**Study material**

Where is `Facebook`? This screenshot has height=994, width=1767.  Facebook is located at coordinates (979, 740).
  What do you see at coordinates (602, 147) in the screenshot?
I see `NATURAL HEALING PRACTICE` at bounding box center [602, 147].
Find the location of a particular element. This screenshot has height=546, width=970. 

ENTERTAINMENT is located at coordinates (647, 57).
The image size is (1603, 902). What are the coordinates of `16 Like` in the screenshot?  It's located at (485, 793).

**Problem description**
All of the records must be repeated exactly.

**Exercise result**
Where is `Facebook`? This screenshot has height=994, width=1767.  Facebook is located at coordinates (979, 740).
  What do you see at coordinates (602, 147) in the screenshot?
I see `NATURAL HEALING PRACTICE` at bounding box center [602, 147].
Find the location of a particular element. This screenshot has height=546, width=970. 

ENTERTAINMENT is located at coordinates (647, 57).
The image size is (1603, 902). What are the coordinates of `16 Like` in the screenshot?  It's located at (485, 793).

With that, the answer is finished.